Maybe it will--I'll let us all know tomorrow, once I know what I actually preached. I usually go into sermons with an idea of what I will say, but I don't write it all out. If the Holy Spirit wants to say something, there's room. It's partly that, but it's partly that I'm lazy and often crunched for time.
A lot of us approach Ash Wednesday as a kind of wake up call, a reminder that we all die in the end, and so we better get on with what we plan to do with our lives. Because we live in a secular culture that wants us to forget this reality, in many ways the Ash Wednesday message that we're returning to death is an important one.
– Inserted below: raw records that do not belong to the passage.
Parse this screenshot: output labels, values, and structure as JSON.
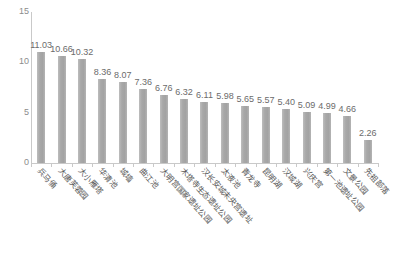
{
  "chart_data": {
    "type": "bar",
    "title": "",
    "subtitle": "",
    "xlabel": "",
    "ylabel": "",
    "ylim": [
      0,
      15
    ],
    "y_ticks": [
      "0",
      "5",
      "10",
      "15"
    ],
    "y_tick_values": [
      0,
      5,
      10,
      15
    ],
    "grid": false,
    "legend": "none",
    "categories": [
      "兵马俑",
      "大唐芙蓉园",
      "大小雁塔",
      "华清池",
      "城墙",
      "曲江池",
      "大明宫国家遗址公园",
      "木塔寺生态遗址公园",
      "汉长安城未央宫遗址",
      "太液池",
      "青龙寺",
      "昆明湖",
      "汉城湖",
      "兴庆宫",
      "第一池遗址公园",
      "文景公园",
      "先祖部落"
    ],
    "values": [
      11.03,
      10.66,
      10.32,
      8.36,
      8.07,
      7.36,
      6.76,
      6.32,
      6.11,
      5.98,
      5.65,
      5.57,
      5.4,
      5.09,
      4.99,
      4.66,
      2.26
    ],
    "value_labels": [
      "11.03",
      "10.66",
      "10.32",
      "8.36",
      "8.07",
      "7.36",
      "6.76",
      "6.32",
      "6.11",
      "5.98",
      "5.65",
      "5.57",
      "5.40",
      "5.09",
      "4.99",
      "4.66",
      "2.26"
    ],
    "bar_color": "#a8a8a8",
    "axis_color": "#c9c9c9",
    "label_color": "#6b6b6b"
  }
}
But the pandemic has driven that point home in a way that the symbolism and sermons of Ash Wednesday services never quite managed to do. Almost everyone I know, from all walks of life, is making different life decisions than they would have made three years ago.
The eruption of war in Europe has shifted our attention to the ash part of Ash Wednesday. We may be thinking of the futility of all that we do, when it will all end in ash and decay. With nuclear saber rattling happening and mass bombings in Ukraine, do we need to emphasize the "Remember that you are dust" message of Ash Wednesday?
Our church will have a prayer table with candles to light as we pray for Ukraine, and to me, that's a potent Ash Wednesday symbol too. We are asked to remember that we are dust, but we are not told that our descent to ashes gives us license to forget the tribulations of the world. Many of us are old enough to have seen that iron curtains can come down, that freedom fighters can emerge from prisons and go on to win national elections.
Ash Wednesday begins the season of Lent in dust and ashes, but we are heading towards a very different season, the season of Easter. This season of ash will end at the high holiday, Easter, that tells us that death, decay, and ash will not have the final word.
1 comment:
Thank you for this, Kristin. We're thinking along the same lines, and that's a comfort.